Wednesday, December 16, 2009

PicLits for Picture Poems

PicLit from PicLits.com
See the full PicLit at PicLits.com

PicLit from PicLits.com
See the full PicLit at PicLits.com


This week the 7th Grade Humanities team led 2 days of poetry workshops with all of the students. We had six teachers, so we had nice, small groups of students. The challenge was that we had only thirty minutes with each group.

I decided to use PicLits with my group. PicLits provides a scrolling bar of interesting photos, which change throughout the day, as backgrounds to student writing. Students can write haikus, rhyming poems, and free verse or use the PicLit word banks to create interesting and well written poems. The word banks contain lists of words that match the photo, divided up into parts of speech.


You can use the site to:
  1. Teach about imagery, metaphor, similes and figurative language.
  2. Teach the parts of speech.
  3. Help students to enjoy poetry creation.
  4. Talk about what a poem is. As you walk around the room and see what the students are doing, you will end up in many small discussions about this topic. Use it as an opportunity to have a whole group discussion when the poems are finished.
A final use of the site is to have students write their own inspirational or life-sayings on the photos. They do this naturally and some of them are really interesting to read.

Wednesday, December 2, 2009

Different Ways to Use Blogs and Wikis with Students



1. Students can write posts about current events. This gives them the opportunity to read news stories, summarize them in their own words and then synthesize and evaluate those stories. From their analyses, they create new 'news' stories, filled with links to the original stories and reporters and with reflections and questions for further research. Current events stories can be linked to curriculum very easily and students can see the connections between their lives and those of the people they are writing about. Here are more examples: Raimy, Paan, and Marc.

2. Writing about a novel. I post questions from various chapters of the novel and students post their answers on my blog. It is interesting to read all their opinions on one page and to see how students differ and and agree about what they are reading.

Sometimes I use the posts for students to just post answers to questions about the novel, sometimes I ask them to read each other's posts and write a reflection about patterns, and sometimes they post questions that other students have to answer. The image below is a screen shot of a page I deleted where students asked and answered each other's questions. I still had the comments though, so I took a screen shot of some of them.


3. As an online learning record or portfolio. Students can use their blogs to post work and reflections from all of their classes. If they keep the blogs for a long time, they can actually see how their thinking, their reading and their worlds have changed over time. Parents can also use the blog to see what their children are doing in school.

4. As a homework, classroom space. I post all the homework, links to websites where students can practice skills, learn new things and publish their writing. Every month I change at least a few links so that students can try new things.

5. As a showcase. On my blog there are usually a few pages dedicated to showcasing student work. Parents, administrators, students and global visitors can look at good quality work and be impressed with students as writers and thinkers. Aside from the class blogs, you can create sites of student writing. Here is one we put together two years ago with all the 7th grade students.

6. As a way to bring students together anonymously. Our class blog has always had an advice column on it. Students can post and answer questions anonymously. This has worked quite well at the beginning of every year to bring students together and to make them realize that they are not the only ones feeling what they're feeling. Here is link to a site created by last year's students to help this year's 7th graders. Students can also go to this book review site (it's an old site and you have to scroll down the page and look to the right to get the genres) and read reviews to help them decide what to read next.

7. To build an online, electronic, interactive and changing hypertextbook for students to use that cover a particular topic. For several years now I have kept wikis dedicated to content learning. Students research topics and post links for next year's students, they can look at work samples from previous years and they can learn from their peers (past 7th graders, who are now all over the world). The wiki gets richer and more interesting each year as new information and perspectives are added to the mix. Here is an example from a novel study. Here is an example from a social studies unit on immigration.

8. Parent Conferences. Students post goals, writing samples and sometimes even letters to their parents. During student-led conferences, students show parents what images they chose to symbolize their goals and back up their choices with real examples of their work. Parents like being able to see their children's work, their goals, their images and their ability to create something (the wiki pages). When they conference a second time, new work and reflections are added and parents can compare and contrast.

9. To collaborate. Two years ago and this year students in one class wrote a collaborative story with students in another class. They wrote at different times and in different places but they continued each other's stories. Other student collaborative sites include a vocabulary studying website, and a digital yearbook.

10. You can also create a space for students to explore outside of class. This is a pilot project I am working on with a few students right now. As students review the sites and explore the programs, interested students will work on this site together to create a central classroom link for students who want to play a little bit more with some of the app creation and animation programs. We will also link to interesting articles and new sites.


Repeat every record below exactly as it appears.
....
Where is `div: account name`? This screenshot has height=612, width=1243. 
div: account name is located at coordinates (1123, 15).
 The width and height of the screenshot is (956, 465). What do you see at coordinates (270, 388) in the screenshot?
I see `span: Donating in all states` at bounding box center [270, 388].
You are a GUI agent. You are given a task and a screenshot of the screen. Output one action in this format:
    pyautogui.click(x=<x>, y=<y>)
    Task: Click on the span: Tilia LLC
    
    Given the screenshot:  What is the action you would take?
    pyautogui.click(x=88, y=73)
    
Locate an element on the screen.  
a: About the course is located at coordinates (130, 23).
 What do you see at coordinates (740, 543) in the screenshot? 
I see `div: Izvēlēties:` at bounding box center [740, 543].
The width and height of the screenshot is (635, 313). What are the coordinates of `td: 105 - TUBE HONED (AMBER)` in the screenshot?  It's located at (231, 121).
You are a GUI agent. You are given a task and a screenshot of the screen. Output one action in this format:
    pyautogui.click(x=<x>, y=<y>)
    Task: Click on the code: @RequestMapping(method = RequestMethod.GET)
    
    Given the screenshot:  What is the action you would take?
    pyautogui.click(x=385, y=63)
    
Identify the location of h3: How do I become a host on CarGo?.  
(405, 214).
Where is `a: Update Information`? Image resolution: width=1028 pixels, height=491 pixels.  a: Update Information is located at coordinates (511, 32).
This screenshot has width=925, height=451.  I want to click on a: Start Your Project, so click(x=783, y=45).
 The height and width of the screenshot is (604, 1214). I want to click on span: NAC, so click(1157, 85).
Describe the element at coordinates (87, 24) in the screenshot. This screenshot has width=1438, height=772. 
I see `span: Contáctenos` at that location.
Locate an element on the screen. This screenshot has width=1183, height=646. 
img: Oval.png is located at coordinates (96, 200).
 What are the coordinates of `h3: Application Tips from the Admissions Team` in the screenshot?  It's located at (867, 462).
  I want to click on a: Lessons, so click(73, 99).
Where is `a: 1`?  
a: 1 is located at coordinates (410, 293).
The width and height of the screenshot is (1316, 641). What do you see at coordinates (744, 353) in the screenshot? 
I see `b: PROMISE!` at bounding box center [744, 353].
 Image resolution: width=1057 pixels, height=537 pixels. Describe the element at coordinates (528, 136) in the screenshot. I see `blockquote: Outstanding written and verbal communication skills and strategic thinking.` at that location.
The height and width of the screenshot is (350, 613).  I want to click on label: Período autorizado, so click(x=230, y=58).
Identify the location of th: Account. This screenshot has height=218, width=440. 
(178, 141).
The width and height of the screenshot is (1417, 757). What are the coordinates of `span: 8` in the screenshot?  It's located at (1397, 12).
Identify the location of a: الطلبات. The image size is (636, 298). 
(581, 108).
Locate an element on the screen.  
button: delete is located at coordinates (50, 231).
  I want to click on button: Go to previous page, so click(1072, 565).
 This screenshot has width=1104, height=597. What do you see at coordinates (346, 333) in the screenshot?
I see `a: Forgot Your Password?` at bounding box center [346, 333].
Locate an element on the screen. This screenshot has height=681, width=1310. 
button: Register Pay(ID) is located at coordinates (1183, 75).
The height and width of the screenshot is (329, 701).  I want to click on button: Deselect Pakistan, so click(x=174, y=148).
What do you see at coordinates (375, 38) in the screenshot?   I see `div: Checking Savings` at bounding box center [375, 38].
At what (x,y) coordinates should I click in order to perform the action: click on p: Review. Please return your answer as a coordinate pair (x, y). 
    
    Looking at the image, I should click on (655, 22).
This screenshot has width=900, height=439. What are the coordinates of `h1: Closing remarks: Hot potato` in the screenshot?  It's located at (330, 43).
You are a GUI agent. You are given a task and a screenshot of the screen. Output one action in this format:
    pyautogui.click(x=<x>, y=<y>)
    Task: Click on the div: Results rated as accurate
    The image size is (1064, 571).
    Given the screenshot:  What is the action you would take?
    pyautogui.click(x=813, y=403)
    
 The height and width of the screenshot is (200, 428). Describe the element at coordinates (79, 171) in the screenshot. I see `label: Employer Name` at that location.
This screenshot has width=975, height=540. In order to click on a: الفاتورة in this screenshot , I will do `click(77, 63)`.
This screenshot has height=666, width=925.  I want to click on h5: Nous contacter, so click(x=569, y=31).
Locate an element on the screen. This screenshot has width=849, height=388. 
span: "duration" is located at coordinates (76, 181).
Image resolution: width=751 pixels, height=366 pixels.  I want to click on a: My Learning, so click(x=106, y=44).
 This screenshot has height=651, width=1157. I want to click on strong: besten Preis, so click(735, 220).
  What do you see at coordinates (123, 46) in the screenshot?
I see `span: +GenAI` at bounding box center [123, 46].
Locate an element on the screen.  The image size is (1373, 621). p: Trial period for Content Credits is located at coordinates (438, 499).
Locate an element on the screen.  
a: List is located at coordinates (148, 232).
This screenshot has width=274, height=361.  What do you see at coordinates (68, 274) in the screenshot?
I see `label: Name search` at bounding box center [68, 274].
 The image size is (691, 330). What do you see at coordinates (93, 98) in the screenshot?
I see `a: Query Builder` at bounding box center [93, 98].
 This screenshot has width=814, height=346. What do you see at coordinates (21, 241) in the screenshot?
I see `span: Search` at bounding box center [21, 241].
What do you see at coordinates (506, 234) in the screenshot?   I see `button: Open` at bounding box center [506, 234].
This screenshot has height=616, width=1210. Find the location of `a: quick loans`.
....
■ RESULT OF THIS TASK
Where is `div: account name`? This screenshot has height=612, width=1243. 
div: account name is located at coordinates (1123, 15).
 The width and height of the screenshot is (956, 465). What do you see at coordinates (270, 388) in the screenshot?
I see `span: Donating in all states` at bounding box center [270, 388].
You are a GUI agent. You are given a task and a screenshot of the screen. Output one action in this format:
    pyautogui.click(x=<x>, y=<y>)
    Task: Click on the span: Tilia LLC
    
    Given the screenshot:  What is the action you would take?
    pyautogui.click(x=88, y=73)
    
Locate an element on the screen.  
a: About the course is located at coordinates (130, 23).
 What do you see at coordinates (740, 543) in the screenshot? 
I see `div: Izvēlēties:` at bounding box center [740, 543].
The width and height of the screenshot is (635, 313). What are the coordinates of `td: 105 - TUBE HONED (AMBER)` in the screenshot?  It's located at (231, 121).
You are a GUI agent. You are given a task and a screenshot of the screen. Output one action in this format:
    pyautogui.click(x=<x>, y=<y>)
    Task: Click on the code: @RequestMapping(method = RequestMethod.GET)
    
    Given the screenshot:  What is the action you would take?
    pyautogui.click(x=385, y=63)
    
Identify the location of h3: How do I become a host on CarGo?.  
(405, 214).
Where is `a: Update Information`? Image resolution: width=1028 pixels, height=491 pixels.  a: Update Information is located at coordinates (511, 32).
This screenshot has width=925, height=451.  I want to click on a: Start Your Project, so click(x=783, y=45).
 The height and width of the screenshot is (604, 1214). I want to click on span: NAC, so click(1157, 85).
Describe the element at coordinates (87, 24) in the screenshot. This screenshot has width=1438, height=772. 
I see `span: Contáctenos` at that location.
Locate an element on the screen. This screenshot has width=1183, height=646. 
img: Oval.png is located at coordinates (96, 200).
 What are the coordinates of `h3: Application Tips from the Admissions Team` in the screenshot?  It's located at (867, 462).
  I want to click on a: Lessons, so click(73, 99).
Where is `a: 1`?  
a: 1 is located at coordinates (410, 293).
The width and height of the screenshot is (1316, 641). What do you see at coordinates (744, 353) in the screenshot? 
I see `b: PROMISE!` at bounding box center [744, 353].
 Image resolution: width=1057 pixels, height=537 pixels. Describe the element at coordinates (528, 136) in the screenshot. I see `blockquote: Outstanding written and verbal communication skills and strategic thinking.` at that location.
The height and width of the screenshot is (350, 613).  I want to click on label: Período autorizado, so click(x=230, y=58).
Identify the location of th: Account. This screenshot has height=218, width=440. 
(178, 141).
The width and height of the screenshot is (1417, 757). What are the coordinates of `span: 8` in the screenshot?  It's located at (1397, 12).
Identify the location of a: الطلبات. The image size is (636, 298). 
(581, 108).
Locate an element on the screen.  
button: delete is located at coordinates (50, 231).
  I want to click on button: Go to previous page, so click(1072, 565).
 This screenshot has width=1104, height=597. What do you see at coordinates (346, 333) in the screenshot?
I see `a: Forgot Your Password?` at bounding box center [346, 333].
Locate an element on the screen. This screenshot has height=681, width=1310. 
button: Register Pay(ID) is located at coordinates (1183, 75).
The height and width of the screenshot is (329, 701).  I want to click on button: Deselect Pakistan, so click(x=174, y=148).
What do you see at coordinates (375, 38) in the screenshot?   I see `div: Checking Savings` at bounding box center [375, 38].
At what (x,y) coordinates should I click in order to perform the action: click on p: Review. Please return your answer as a coordinate pair (x, y). 
    
    Looking at the image, I should click on (655, 22).
This screenshot has width=900, height=439. What are the coordinates of `h1: Closing remarks: Hot potato` in the screenshot?  It's located at (330, 43).
You are a GUI agent. You are given a task and a screenshot of the screen. Output one action in this format:
    pyautogui.click(x=<x>, y=<y>)
    Task: Click on the div: Results rated as accurate
    The image size is (1064, 571).
    Given the screenshot:  What is the action you would take?
    pyautogui.click(x=813, y=403)
    
 The height and width of the screenshot is (200, 428). Describe the element at coordinates (79, 171) in the screenshot. I see `label: Employer Name` at that location.
This screenshot has width=975, height=540. In order to click on a: الفاتورة in this screenshot , I will do `click(77, 63)`.
This screenshot has height=666, width=925.  I want to click on h5: Nous contacter, so click(x=569, y=31).
Locate an element on the screen. This screenshot has width=849, height=388. 
span: "duration" is located at coordinates (76, 181).
Image resolution: width=751 pixels, height=366 pixels.  I want to click on a: My Learning, so click(x=106, y=44).
 This screenshot has height=651, width=1157. I want to click on strong: besten Preis, so click(735, 220).
  What do you see at coordinates (123, 46) in the screenshot?
I see `span: +GenAI` at bounding box center [123, 46].
Locate an element on the screen.  The image size is (1373, 621). p: Trial period for Content Credits is located at coordinates (438, 499).
Locate an element on the screen.  
a: List is located at coordinates (148, 232).
This screenshot has width=274, height=361.  What do you see at coordinates (68, 274) in the screenshot?
I see `label: Name search` at bounding box center [68, 274].
 The image size is (691, 330). What do you see at coordinates (93, 98) in the screenshot?
I see `a: Query Builder` at bounding box center [93, 98].
 This screenshot has width=814, height=346. What do you see at coordinates (21, 241) in the screenshot?
I see `span: Search` at bounding box center [21, 241].
What do you see at coordinates (506, 234) in the screenshot?   I see `button: Open` at bounding box center [506, 234].
This screenshot has height=616, width=1210. Find the location of `a: quick loans`.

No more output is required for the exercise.